I’ve worked with hundreds of developers over the years.
Some build fast but never seem to deliver what matters.
Others move slower—but consistently land the work that has real impact.
The difference isn’t velocity.
It’s feedback.
Or more specifically, how many layers of feedback that developer actively uses.
Most teams only think about feedback at the top: customer feedback, feature usage, stakeholder input.
But the best developers I’ve worked with? They’re collecting feedback constantly—from the inside out.
It’s a layered system. And if your team isn’t using it, you’re probably shipping code that misses the mark.
Let’s walk through what that system actually looks like.
Layer 1: Internal Review — Your Own Thinking
Before code reviews, before QA, before you push the commit… there’s the first and most powerful feedback loop:
Your own brain.
Ashley Davis, my guest on this week’s Product Driven Podcast, calls it “personal feedback loops.” That moment where you step back from your code and ask:
Am I solving the right problem?
Is there a simpler way to do this?
What trade-offs am I making?
What did I not do, and why?
It’s a kind of self-review that mirrors test-driven development—except it’s about thinking, not tests.
And it’s massively underrated.
Every good developer I’ve ever worked with has some form of this reflex.
They pause. They reframe. They gut-check before handing it off.
You can teach this. But only if you name it.
Layer 2: Peer Feedback — Fast and Frictionless
Here’s where most teams stop: peer reviews, code comments, maybe a Slack convo after standup.
But ask yourself:
Are peer reviews helping engineers make better decisions?
Or just checking for syntax and spacing?
True peer feedback means surfacing assumptions. It means having the courage to say, “Are we sure this is the best way to do this?”
It’s not about nitpicking. It’s about building a culture where better thinking gets multiplied.
Make it lightweight. Make it normal. Make it continuous.
Layer 3: Stakeholder Feedback — Are We Still on Track?
Ashley said it best: “You can spend hours or days coding in the wrong direction.”
That happens when developers lock in too early—without checking with the PM, designer, or team lead.
At Full Scale, we’ve seen teams burn weeks on misunderstood features simply because nobody paused to ask: Are we still aligned?
This isn’t about waiting for sign-off. It’s about developers taking ownership for the outcome.
The best engineers don’t just ship what’s in the ticket. They ask if the ticket still makes sense.
Layer 4: User Feedback — Did It Work?
This is the top of the ladder. The place most teams claim to care about… but rarely reach.
It’s not enough to ship the feature.
Did the user notice?
Did it solve their problem?
Did anything actually get better?
If you don’t know, you’re not done.
And if your engineers never get visibility into that feedback, they’ll never improve their instincts for what matters.
Ashley pointed out how many developers work in a vacuum today—especially in remote environments. That used to happen gradually as companies scaled.
Now it happens from day one.
And that disconnection? It’s killing motivation, slowing progress, and leading to more waste than most CTOs want to admit.
How to Build the Feedback Ladder Into Your Team
Start with questions. Encourage developers to gut-check their own work before review.
Normalize mid-flight feedback. Don’t wait for sprint review—ask for feedback on direction early and often.
Break the wall between engineering and users. Share customer insights with the dev team regularly. Let them see the impact (or lack of it).
Reward curiosity. When someone asks, “Are we sure this is the right thing?”, celebrate that. It’s not dissent—it’s ownership.
Great developers don’t just code faster.
They climb the feedback ladder—every day.
If your team is stuck, burned out, or off track, don’t just ask them to move faster.
Ask them what kind of feedback they’re using.
Then go one layer deeper.
🎧 To hear my full conversation with Ashley Davis—author of The Feedback Driven Developer—and learn how to make feedback loops part of your development culture, check out this week’s Product Driven podcast.
You’ll never think about “product-led” the same way again.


• To do: With nothing added or dropped, output every record below exactly.

(Stored data entries)
========

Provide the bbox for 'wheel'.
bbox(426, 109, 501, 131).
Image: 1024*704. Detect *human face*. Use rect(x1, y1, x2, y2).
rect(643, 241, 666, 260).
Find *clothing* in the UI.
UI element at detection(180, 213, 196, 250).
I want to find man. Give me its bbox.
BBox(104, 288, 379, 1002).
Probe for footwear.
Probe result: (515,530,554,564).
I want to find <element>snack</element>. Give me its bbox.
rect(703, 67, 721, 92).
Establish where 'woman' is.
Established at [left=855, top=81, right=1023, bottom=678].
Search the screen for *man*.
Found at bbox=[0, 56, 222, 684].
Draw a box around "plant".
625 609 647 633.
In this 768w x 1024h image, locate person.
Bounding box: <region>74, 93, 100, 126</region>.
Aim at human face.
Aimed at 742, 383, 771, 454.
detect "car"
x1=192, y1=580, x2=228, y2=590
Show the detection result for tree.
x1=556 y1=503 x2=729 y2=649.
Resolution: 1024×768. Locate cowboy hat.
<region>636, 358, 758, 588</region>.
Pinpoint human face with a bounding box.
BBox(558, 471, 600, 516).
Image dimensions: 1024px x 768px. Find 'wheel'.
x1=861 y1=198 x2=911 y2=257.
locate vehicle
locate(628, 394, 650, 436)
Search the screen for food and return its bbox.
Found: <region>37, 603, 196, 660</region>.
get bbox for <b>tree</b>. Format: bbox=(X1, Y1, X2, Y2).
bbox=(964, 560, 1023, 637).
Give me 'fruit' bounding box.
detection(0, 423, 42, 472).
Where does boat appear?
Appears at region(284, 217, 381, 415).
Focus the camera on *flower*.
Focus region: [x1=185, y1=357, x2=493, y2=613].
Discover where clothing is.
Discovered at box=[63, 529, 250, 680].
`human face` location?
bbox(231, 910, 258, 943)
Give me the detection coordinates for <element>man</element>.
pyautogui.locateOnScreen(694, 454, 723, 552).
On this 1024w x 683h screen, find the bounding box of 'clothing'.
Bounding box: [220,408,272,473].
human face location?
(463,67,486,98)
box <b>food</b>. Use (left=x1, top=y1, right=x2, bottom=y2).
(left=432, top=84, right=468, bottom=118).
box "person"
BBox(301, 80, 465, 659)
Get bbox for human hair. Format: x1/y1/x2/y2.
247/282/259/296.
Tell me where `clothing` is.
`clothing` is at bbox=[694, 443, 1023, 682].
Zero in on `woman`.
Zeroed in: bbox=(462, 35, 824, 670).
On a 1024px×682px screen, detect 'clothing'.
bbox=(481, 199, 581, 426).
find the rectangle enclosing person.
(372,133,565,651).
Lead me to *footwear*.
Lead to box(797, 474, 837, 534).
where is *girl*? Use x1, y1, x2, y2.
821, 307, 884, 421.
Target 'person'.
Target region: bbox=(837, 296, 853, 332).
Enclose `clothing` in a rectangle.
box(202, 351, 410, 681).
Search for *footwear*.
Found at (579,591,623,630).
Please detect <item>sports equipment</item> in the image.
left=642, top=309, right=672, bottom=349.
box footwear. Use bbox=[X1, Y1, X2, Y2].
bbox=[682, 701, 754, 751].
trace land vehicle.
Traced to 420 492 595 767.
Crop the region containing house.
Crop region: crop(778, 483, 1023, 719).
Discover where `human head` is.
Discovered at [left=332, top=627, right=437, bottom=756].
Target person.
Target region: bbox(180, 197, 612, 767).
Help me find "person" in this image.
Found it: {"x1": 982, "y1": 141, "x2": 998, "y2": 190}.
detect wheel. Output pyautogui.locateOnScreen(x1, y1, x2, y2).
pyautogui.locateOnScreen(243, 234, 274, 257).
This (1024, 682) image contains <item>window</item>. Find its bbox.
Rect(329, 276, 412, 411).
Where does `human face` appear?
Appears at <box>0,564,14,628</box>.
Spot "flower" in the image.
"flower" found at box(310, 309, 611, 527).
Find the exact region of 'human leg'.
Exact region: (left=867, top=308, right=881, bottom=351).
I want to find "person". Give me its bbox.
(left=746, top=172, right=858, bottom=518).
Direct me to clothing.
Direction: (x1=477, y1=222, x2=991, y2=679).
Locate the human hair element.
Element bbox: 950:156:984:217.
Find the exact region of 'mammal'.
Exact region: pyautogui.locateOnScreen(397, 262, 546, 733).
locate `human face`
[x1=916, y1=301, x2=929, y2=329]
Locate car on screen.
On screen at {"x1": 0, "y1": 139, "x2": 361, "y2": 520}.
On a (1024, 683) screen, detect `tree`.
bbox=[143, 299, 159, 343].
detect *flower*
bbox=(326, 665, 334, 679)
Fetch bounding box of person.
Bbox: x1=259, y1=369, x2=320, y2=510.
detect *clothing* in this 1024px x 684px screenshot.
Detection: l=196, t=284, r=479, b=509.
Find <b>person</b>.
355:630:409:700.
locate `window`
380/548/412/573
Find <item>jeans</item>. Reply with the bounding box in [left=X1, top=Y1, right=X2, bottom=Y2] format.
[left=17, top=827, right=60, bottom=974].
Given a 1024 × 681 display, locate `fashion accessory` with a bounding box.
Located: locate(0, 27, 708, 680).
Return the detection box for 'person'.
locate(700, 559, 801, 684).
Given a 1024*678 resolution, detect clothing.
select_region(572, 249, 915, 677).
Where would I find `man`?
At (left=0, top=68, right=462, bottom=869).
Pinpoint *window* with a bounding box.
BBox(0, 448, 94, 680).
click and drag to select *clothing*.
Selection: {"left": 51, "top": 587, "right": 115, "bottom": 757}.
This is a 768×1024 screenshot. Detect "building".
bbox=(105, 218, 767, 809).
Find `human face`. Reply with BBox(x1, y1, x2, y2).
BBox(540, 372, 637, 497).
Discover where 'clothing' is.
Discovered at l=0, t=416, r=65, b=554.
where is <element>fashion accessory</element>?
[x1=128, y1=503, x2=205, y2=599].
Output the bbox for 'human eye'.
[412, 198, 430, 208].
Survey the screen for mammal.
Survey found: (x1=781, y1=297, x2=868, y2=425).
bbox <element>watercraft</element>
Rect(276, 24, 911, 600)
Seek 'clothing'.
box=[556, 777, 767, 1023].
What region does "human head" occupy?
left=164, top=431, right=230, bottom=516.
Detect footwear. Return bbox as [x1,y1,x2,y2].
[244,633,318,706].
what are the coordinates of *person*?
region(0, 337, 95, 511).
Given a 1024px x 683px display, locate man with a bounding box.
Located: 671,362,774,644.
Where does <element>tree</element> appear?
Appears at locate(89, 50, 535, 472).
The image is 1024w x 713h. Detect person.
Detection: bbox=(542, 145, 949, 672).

========

• Result of the task:
Provide the bbox for 'wheel'.
bbox(426, 109, 501, 131).
Image: 1024*704. Detect *human face*. Use rect(x1, y1, x2, y2).
rect(643, 241, 666, 260).
Find *clothing* in the UI.
UI element at detection(180, 213, 196, 250).
I want to find man. Give me its bbox.
BBox(104, 288, 379, 1002).
Probe for footwear.
Probe result: (515,530,554,564).
I want to find <element>snack</element>. Give me its bbox.
rect(703, 67, 721, 92).
Establish where 'woman' is.
Established at [left=855, top=81, right=1023, bottom=678].
Search the screen for *man*.
Found at bbox=[0, 56, 222, 684].
Draw a box around "plant".
625 609 647 633.
In this 768w x 1024h image, locate person.
Bounding box: <region>74, 93, 100, 126</region>.
Aim at human face.
Aimed at 742, 383, 771, 454.
detect "car"
x1=192, y1=580, x2=228, y2=590
Show the detection result for tree.
x1=556 y1=503 x2=729 y2=649.
Resolution: 1024×768. Locate cowboy hat.
<region>636, 358, 758, 588</region>.
Pinpoint human face with a bounding box.
BBox(558, 471, 600, 516).
Image dimensions: 1024px x 768px. Find 'wheel'.
x1=861 y1=198 x2=911 y2=257.
locate vehicle
locate(628, 394, 650, 436)
Search the screen for food and return its bbox.
Found: <region>37, 603, 196, 660</region>.
get bbox for <b>tree</b>. Format: bbox=(X1, Y1, X2, Y2).
bbox=(964, 560, 1023, 637).
Give me 'fruit' bounding box.
detection(0, 423, 42, 472).
Where does boat appear?
Appears at region(284, 217, 381, 415).
Focus the camera on *flower*.
Focus region: [x1=185, y1=357, x2=493, y2=613].
Discover where clothing is.
Discovered at box=[63, 529, 250, 680].
`human face` location?
bbox(231, 910, 258, 943)
Give me the detection coordinates for <element>man</element>.
pyautogui.locateOnScreen(694, 454, 723, 552).
On this 1024w x 683h screen, find the bounding box of 'clothing'.
Bounding box: [220,408,272,473].
human face location?
(463,67,486,98)
box <b>food</b>. Use (left=x1, top=y1, right=x2, bottom=y2).
(left=432, top=84, right=468, bottom=118).
box "person"
BBox(301, 80, 465, 659)
Get bbox for human hair. Format: x1/y1/x2/y2.
247/282/259/296.
Tell me where `clothing` is.
`clothing` is at bbox=[694, 443, 1023, 682].
Zero in on `woman`.
Zeroed in: bbox=(462, 35, 824, 670).
On a 1024px×682px screen, detect 'clothing'.
bbox=(481, 199, 581, 426).
find the rectangle enclosing person.
(372,133,565,651).
Lead me to *footwear*.
Lead to box(797, 474, 837, 534).
where is *girl*? Use x1, y1, x2, y2.
821, 307, 884, 421.
Target 'person'.
Target region: bbox=(837, 296, 853, 332).
Enclose `clothing` in a rectangle.
box(202, 351, 410, 681).
Search for *footwear*.
Found at (579,591,623,630).
Please detect <item>sports equipment</item> in the image.
left=642, top=309, right=672, bottom=349.
box footwear. Use bbox=[X1, Y1, X2, Y2].
bbox=[682, 701, 754, 751].
trace land vehicle.
Traced to 420 492 595 767.
Crop the region containing house.
Crop region: crop(778, 483, 1023, 719).
Discover where `human head` is.
Discovered at [left=332, top=627, right=437, bottom=756].
Target person.
Target region: bbox(180, 197, 612, 767).
Help me find "person" in this image.
Found it: {"x1": 982, "y1": 141, "x2": 998, "y2": 190}.
detect wheel. Output pyautogui.locateOnScreen(x1, y1, x2, y2).
pyautogui.locateOnScreen(243, 234, 274, 257).
This (1024, 682) image contains <item>window</item>. Find its bbox.
Rect(329, 276, 412, 411).
Where does `human face` appear?
Appears at <box>0,564,14,628</box>.
Spot "flower" in the image.
"flower" found at box(310, 309, 611, 527).
Find the exact region of 'human leg'.
Exact region: (left=867, top=308, right=881, bottom=351).
I want to find "person". Give me its bbox.
(left=746, top=172, right=858, bottom=518).
Direct me to clothing.
Direction: (x1=477, y1=222, x2=991, y2=679).
Locate the human hair element.
Element bbox: 950:156:984:217.
Find the exact region of 'mammal'.
Exact region: pyautogui.locateOnScreen(397, 262, 546, 733).
locate `human face`
[x1=916, y1=301, x2=929, y2=329]
Locate car on screen.
On screen at {"x1": 0, "y1": 139, "x2": 361, "y2": 520}.
On a (1024, 683) screen, detect `tree`.
bbox=[143, 299, 159, 343].
detect *flower*
bbox=(326, 665, 334, 679)
Fetch bounding box of person.
Bbox: x1=259, y1=369, x2=320, y2=510.
detect *clothing* in this 1024px x 684px screenshot.
Detection: l=196, t=284, r=479, b=509.
Find <b>person</b>.
355:630:409:700.
locate `window`
380/548/412/573
Find <item>jeans</item>. Reply with the bounding box in [left=X1, top=Y1, right=X2, bottom=Y2] format.
[left=17, top=827, right=60, bottom=974].
Given a 1024 × 681 display, locate `fashion accessory` with a bounding box.
Located: locate(0, 27, 708, 680).
Return the detection box for 'person'.
locate(700, 559, 801, 684).
Given a 1024*678 resolution, detect clothing.
select_region(572, 249, 915, 677).
Where would I find `man`?
At (left=0, top=68, right=462, bottom=869).
Pinpoint *window* with a bounding box.
BBox(0, 448, 94, 680).
click and drag to select *clothing*.
Selection: {"left": 51, "top": 587, "right": 115, "bottom": 757}.
This is a 768×1024 screenshot. Detect "building".
bbox=(105, 218, 767, 809).
Find `human face`. Reply with BBox(x1, y1, x2, y2).
BBox(540, 372, 637, 497).
Discover where 'clothing' is.
Discovered at l=0, t=416, r=65, b=554.
where is <element>fashion accessory</element>?
[x1=128, y1=503, x2=205, y2=599].
Output the bbox for 'human eye'.
[412, 198, 430, 208].
Survey the screen for mammal.
Survey found: (x1=781, y1=297, x2=868, y2=425).
bbox <element>watercraft</element>
Rect(276, 24, 911, 600)
Seek 'clothing'.
box=[556, 777, 767, 1023].
What region does "human head" occupy?
left=164, top=431, right=230, bottom=516.
Detect footwear. Return bbox as [x1,y1,x2,y2].
[244,633,318,706].
what are the coordinates of *person*?
region(0, 337, 95, 511).
Given a 1024px x 683px display, locate man with a bounding box.
Located: 671,362,774,644.
Where does <element>tree</element> appear?
Appears at locate(89, 50, 535, 472).
The image is 1024w x 713h. Detect person.
Detection: bbox=(542, 145, 949, 672).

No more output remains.